From Romford to East Nashville, SPENCER CULLUM has taken a peripatetic journey from pedal steel to pastoral psychedelia. Tom Pinnock chats with collaborators along with the sonic upstart as he propels in bold new directions. “It’s more about gradually trying to find my identity…” in the late...
From Romford to East Nashville, SPENCER CULLUM has taken a peripatetic journey from pedal steel to pastoral psychedelia. Tom Pinnock chats with collaborators along with the sonic upstart as he propels in bold new directions. “It’s more about gradually trying to find my identity…” in the latest issue of Uncut magazine – in UK shops from Thursday, January 12 and available to buy from our online store.
“I’m not the biggest fan of Vegas,” says Spencer Cullum, hunched over his laptop high in a hotel over Nevada’s Sin City. “I’ve already seen two vehicles on fire from my window. One of them was a party bus in flames at 4am, right near a gas station! Downtown here is just crazy.”
Cullum, born and bred in Romford, Essex, is about to release his second album, Spencer Cullum’s Coin Collection 2, a sublime set of eccentric folk and psychedelic exploration. Such music, however, doesn’t get your name in lights in Las Vegas alongside Adele and Penn & Teller: so right now Cullum is here as the pedal steel player for country blockbuster Miranda Lambert.
“She writes great songs,” he explains, “and she lets me play what I want, but it’s still bizarre, these massive crowds. It’s nice playing for a female country artist, though, because the crowd doesn’t go into that ‘bro country’ territory that seems to be taking over America.”
“It is a bit of an anomaly, isn’t it, Spencer in Las Vegas!” laughs BJ Cole, pedal steel maestro and something of a mentor to Cullum. “An ongoing gig with somebody like Miranda means you don’t have to look around for work too much – you can relax and do your own thing.”
Most of the time, then, Nashville-based Cullum is playing country music, but over the last few years he’s branched out with his more eccentric Coin Collection project. On their self-titled album and its follow-up, due in April, Cullum explores the pastoral psychedelia of Robert Wyatt and Kevin Ayers, and the more austere folk-rock of Fairport Convention, with a naïve and easy-going charm.
“This whole phase of my music is new to me,” he explains. “Writing songs with lyrics and doing – I don’t even like saying it! – the singer-songwriter thing, still feels uncomfortable. But I like that feeling of fear… I’ve had a lot of help from really good singer-songwriters in Nashville, like Andrew Combs and Caitlin Rose.”
Collaboration is key to the Coin Collection records, and Cullum has assembled a group of likeminded souls in East Nashville: Americana artists keen to explore stranger sounds away from their own careers and the pressures of the city’s ‘country machine’.
“Spencer is a magnet,” says Caitlin Rose. “There aren’t many people doing what he’s doing in Nashville, but there’s people who understand it. Sometimes I think Spencer is like this weird time-travelling spirit; I think that’s why a lot of what he does feels authentic. He’s not apeing anything, it’s more that he just embodies [the feel of classic records].”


Please output all the entries word for word, without the pictures.

§ **Dataset listings of figures**:
________________________________________
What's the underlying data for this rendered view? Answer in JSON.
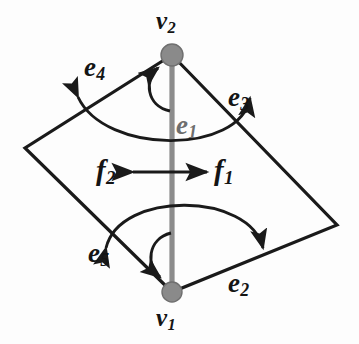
{
  "figure": {
    "type": "graph-diagram",
    "width": 359,
    "height": 344,
    "background_color": "#fdfdfd"
  },
  "colors": {
    "stroke": "#1a1a1a",
    "vertex_fill": "#8a8a8a",
    "vertex_stroke": "#6b6b6b",
    "edge_e1": "#8c8c8c",
    "label_dark": "#141414",
    "label_gray": "#6e6e6e"
  },
  "vertices": [
    {
      "id": "v2",
      "label": "v",
      "subscript": "2",
      "cx": 172,
      "cy": 55,
      "r": 11,
      "label_x": 156,
      "label_y": 8
    },
    {
      "id": "v1",
      "label": "v",
      "subscript": "1",
      "cx": 172,
      "cy": 292,
      "r": 10,
      "label_x": 156,
      "label_y": 305
    }
  ],
  "edges": [
    {
      "id": "e1",
      "label": "e",
      "subscript": "1",
      "label_x": 176,
      "label_y": 112,
      "color": "#8c8c8c",
      "note": "vertical gray edge from v2 to v1"
    },
    {
      "id": "e2",
      "label": "e",
      "subscript": "2",
      "label_x": 228,
      "label_y": 270,
      "color": "#141414",
      "note": "lower-right side of quadrilateral"
    },
    {
      "id": "e3",
      "label": "e",
      "subscript": "3",
      "label_x": 228,
      "label_y": 84,
      "color": "#141414",
      "note": "upper-right side of quadrilateral"
    },
    {
      "id": "e4",
      "label": "e",
      "subscript": "4",
      "label_x": 84,
      "label_y": 54,
      "color": "#141414",
      "note": "upper-left side of quadrilateral"
    },
    {
      "id": "e5",
      "label": "e",
      "subscript": "5",
      "label_x": 88,
      "label_y": 240,
      "color": "#141414",
      "note": "lower-left side of quadrilateral"
    }
  ],
  "faces": [
    {
      "id": "f1",
      "label": "f",
      "subscript": "1",
      "label_x": 214,
      "label_y": 156,
      "color": "#141414",
      "note": "right face, arrow points right"
    },
    {
      "id": "f2",
      "label": "f",
      "subscript": "2",
      "label_x": 96,
      "label_y": 156,
      "color": "#141414",
      "note": "left face, arrow points left"
    }
  ],
  "quadrilateral": {
    "points": "172,55 337,225 172,292 25,148",
    "corners": [
      {
        "name": "top",
        "x": 172,
        "y": 55
      },
      {
        "name": "right",
        "x": 337,
        "y": 225
      },
      {
        "name": "bottom",
        "x": 172,
        "y": 292
      },
      {
        "name": "left",
        "x": 25,
        "y": 148
      }
    ]
  },
  "rotation_arcs": [
    {
      "id": "arc-upper-wide",
      "from": "e4",
      "to": "e3",
      "direction": "double-headed",
      "apex_y": 147
    },
    {
      "id": "arc-lower-wide",
      "from": "e5",
      "to": "e2",
      "direction": "double-headed",
      "apex_y": 198
    },
    {
      "id": "arc-v2-small",
      "from": "e1",
      "to": "e4",
      "direction": "single-headed",
      "target": "v2"
    },
    {
      "id": "arc-v1-small",
      "from": "e1",
      "to": "e5",
      "direction": "single-headed",
      "target": "v1"
    }
  ],
  "face_arrow": {
    "id": "f-double-arrow",
    "y": 172,
    "x_left": 131,
    "x_right": 209,
    "direction": "double-headed-horizontal"
  }
}
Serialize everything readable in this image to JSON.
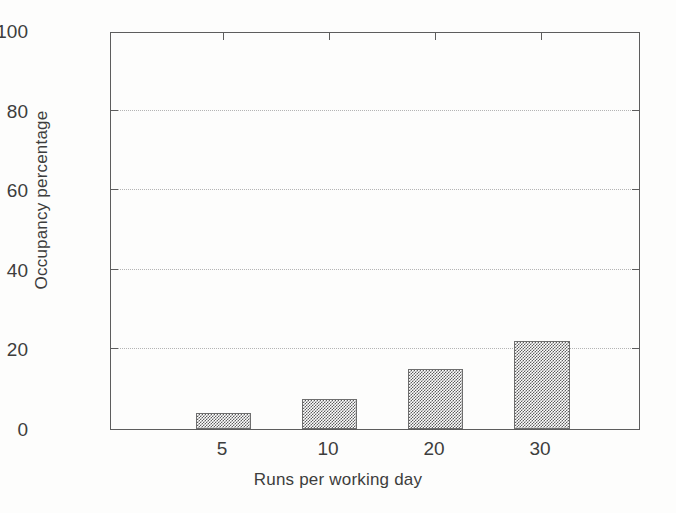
________________________________________
§ **Output**:
What's the underlying data for this rendered view? Answer in JSON.
{
  "figure": {
    "type": "graph-diagram",
    "width": 359,
    "height": 344,
    "background_color": "#fdfdfd"
  },
  "colors": {
    "stroke": "#1a1a1a",
    "vertex_fill": "#8a8a8a",
    "vertex_stroke": "#6b6b6b",
    "edge_e1": "#8c8c8c",
    "label_dark": "#141414",
    "label_gray": "#6e6e6e"
  },
  "vertices": [
    {
      "id": "v2",
      "label": "v",
      "subscript": "2",
      "cx": 172,
      "cy": 55,
      "r": 11,
      "label_x": 156,
      "label_y": 8
    },
    {
      "id": "v1",
      "label": "v",
      "subscript": "1",
      "cx": 172,
      "cy": 292,
      "r": 10,
      "label_x": 156,
      "label_y": 305
    }
  ],
  "edges": [
    {
      "id": "e1",
      "label": "e",
      "subscript": "1",
      "label_x": 176,
      "label_y": 112,
      "color": "#8c8c8c",
      "note": "vertical gray edge from v2 to v1"
    },
    {
      "id": "e2",
      "label": "e",
      "subscript": "2",
      "label_x": 228,
      "label_y": 270,
      "color": "#141414",
      "note": "lower-right side of quadrilateral"
    },
    {
      "id": "e3",
      "label": "e",
      "subscript": "3",
      "label_x": 228,
      "label_y": 84,
      "color": "#141414",
      "note": "upper-right side of quadrilateral"
    },
    {
      "id": "e4",
      "label": "e",
      "subscript": "4",
      "label_x": 84,
      "label_y": 54,
      "color": "#141414",
      "note": "upper-left side of quadrilateral"
    },
    {
      "id": "e5",
      "label": "e",
      "subscript": "5",
      "label_x": 88,
      "label_y": 240,
      "color": "#141414",
      "note": "lower-left side of quadrilateral"
    }
  ],
  "faces": [
    {
      "id": "f1",
      "label": "f",
      "subscript": "1",
      "label_x": 214,
      "label_y": 156,
      "color": "#141414",
      "note": "right face, arrow points right"
    },
    {
      "id": "f2",
      "label": "f",
      "subscript": "2",
      "label_x": 96,
      "label_y": 156,
      "color": "#141414",
      "note": "left face, arrow points left"
    }
  ],
  "quadrilateral": {
    "points": "172,55 337,225 172,292 25,148",
    "corners": [
      {
        "name": "top",
        "x": 172,
        "y": 55
      },
      {
        "name": "right",
        "x": 337,
        "y": 225
      },
      {
        "name": "bottom",
        "x": 172,
        "y": 292
      },
      {
        "name": "left",
        "x": 25,
        "y": 148
      }
    ]
  },
  "rotation_arcs": [
    {
      "id": "arc-upper-wide",
      "from": "e4",
      "to": "e3",
      "direction": "double-headed",
      "apex_y": 147
    },
    {
      "id": "arc-lower-wide",
      "from": "e5",
      "to": "e2",
      "direction": "double-headed",
      "apex_y": 198
    },
    {
      "id": "arc-v2-small",
      "from": "e1",
      "to": "e4",
      "direction": "single-headed",
      "target": "v2"
    },
    {
      "id": "arc-v1-small",
      "from": "e1",
      "to": "e5",
      "direction": "single-headed",
      "target": "v1"
    }
  ],
  "face_arrow": {
    "id": "f-double-arrow",
    "y": 172,
    "x_left": 131,
    "x_right": 209,
    "direction": "double-headed-horizontal"
  }
}
Serialize everything readable in this image to JSON.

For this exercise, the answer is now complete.